Assimilation of Surface Soil Moisture Data into a Model

Jeffrey P Walker, Garry R Willgoose and Jetse D Kalma

Poster Presentation

Model estimates of soil moisture suffer from errors in the model physics, initialization and atmospheric forcing data. While remote sensing provides a measurement of the spatial distribution of surface soil moisture content, it does not provide any direct information on the soil moisture profile or its variation during the inter-observation period. In contrast, point measurements give a continuous estimate of the soil moisture profile at a point, but do not give the spatial distribution. Hence an optimal estimate of the soil moisture may be obtained by utilizing the complimentary attributes of the three approaches.

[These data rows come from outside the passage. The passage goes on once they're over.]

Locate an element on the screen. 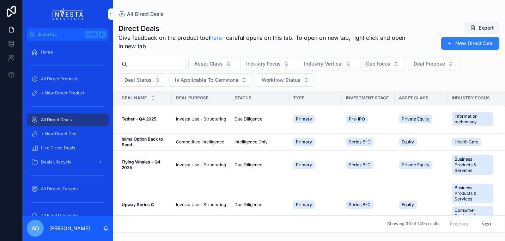  a: Business Products & ServicesConsumer Products & Services is located at coordinates (474, 205).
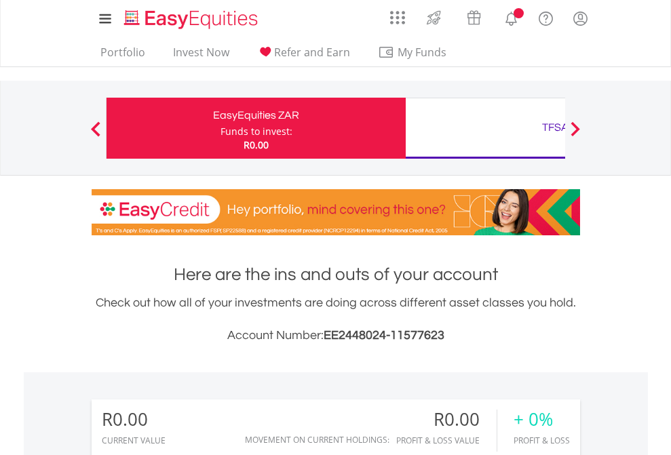 The width and height of the screenshot is (671, 455). I want to click on span: R0.00, so click(256, 144).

The usefulness of surface soil moisture data for estimating the spatial and temporal variation of soil moisture has been illustrated using field data and a soil moisture model. The field data consisted of atmospheric forcing, surface and profile soil moisture data collected for a 6ha catchment in a temperate region of Eastern Australia. Surface soil moisture data was measured on a 20m regular grid using 15cm TDR probes to replicate remote sensing observations. The soil moisture model was calibrated to 10 months of measured soil moisture profile data at 13 locations throughout the catchment. Then, starting from a poor initial condition, the soil moisture model was run for a separate 1 month period and the surface soil moisture observations assimilated using the Kalman filter. Model predictions were compared with the measured soil moisture profile data and predictions without assimilation.

This study has shown that assimilation of surface soil moisture data into a soil moisture model can yield a significant improvement in the soil moisture profile estimation. It has also shown that when using an appropriate assimilation scheme, accurate initialization of the forecasting model is not critical, yielding an average rms error in total soil moisture storage of 6% v/v as compared to 13% v/v when surface observations were not assimilated. Moreover, it has been shown that the updating interval is relatively unimportant when the forecasting model has a good calibration and forcing data has a high level of accuracy.